I asked about the ending.

“No rescue,” Saunders said. “No one comes. No one apologizes. The company doesn’t send a letter. The government doesn’t intervene. The ending is a Tuesday.”

“A Tuesday with weather,” Bradbury said. “A Tuesday where the light does something unexpected. Where the sky over this half-empty subdivision turns a color that reminds someone of somewhere they haven’t been yet. Not nostalgia — that’s the wrong word. Anticipatory nostalgia. Homesickness for a future they’re not going to get.”

“Homesickness for a future,” Saunders repeated, and he wrote it down.

“The story should end,” I said carefully, “with someone doing something small. Not brave. Not symbolic. Just — continuing. The way people continue. A meal made from what’s available. A door locked for the night even though there’s no one left to lock it against. An act of maintenance in a place that will not be maintained.”

“The sprinkler,” Bradbury said.

“No. A person. Not a sprinkler. A person choosing to do what a sprinkler does automatically. That’s the difference. That’s where the humanity is. The sprinkler doesn’t choose. The person who waters the garden in the abandoned subdivision — she chooses. Every morning she chooses. And the choice is ordinary and it is extraordinary and the story doesn’t tell the reader which one it is.”

Saunders stood up from the bench. He does this when a conversation has reached the point where more talking would damage what’s been built. He stretched, cracked his knuckles, looked at the broken drinking fountain.

“There’s going to be a memo,” he said. “Somewhere in the vignettes, there’s a company memo. ‘Re: Community Transition Planning.’ And it’s going to be the funniest thing in the story and also the thing that makes you sickest. Full of language about ‘right-sizing’ and ‘phased reallocation of residential resources’ and ‘continued commitment to stakeholder well-being.’ And every word is technically true and completely hollow and the person reading it in their kitchen with the Japanese maple visible through the window — that person is going to fold the memo very carefully and put it in a drawer. Not throw it away. Keep it. As evidence. Of what, they don’t know yet.”
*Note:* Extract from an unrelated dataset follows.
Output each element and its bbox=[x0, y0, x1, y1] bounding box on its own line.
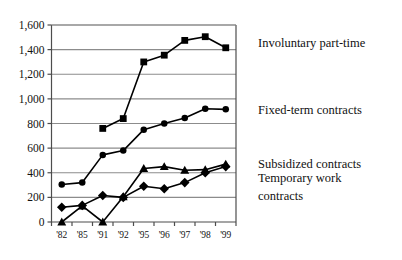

“As evidence of a promise,” Bradbury said.

“As evidence that a promise was made in language designed to not be a promise. That’s the mastery of it. The memo promises nothing. It commits to nothing. It says ‘continued commitment’ which means nothing because commitment to commitment is recursion, not action. But the person keeps it because the keeping is all they’ve got.”

Bradbury poured the last of his tea into the thermos cap and drank it. The park was still empty. The sun was doing something complicated with the clouds, throwing long shadows across the grass that moved as we watched them.

“Seven thousand words,” I said. “That’s the target. Enough for five or six vignettes. Each one a household. Each one a decision.”

“Each one a different way of answering the same question,” Bradbury said. “Which is: What do you keep?”

“And the answer is different every time,” Saunders said, “and every answer is wrong, and every answer is the only one available, and the reader finishes the story and looks at their own house and thinks: What would I keep? And they don’t know. And that not-knowing is the whole point.”

Bradbury folded his chair. Saunders picked up his apple core from where it hadn’t quite made it into the trash can — he’d missed after all, and had apparently known and not cared until now. I stayed on Elaine’s bench for a while after they left, watching the shadows move across the grass, thinking about sprinklers and Japanese maples and memos folded carefully into drawers. The drinking fountain caught the light for a moment. It looked, briefly, like it might work.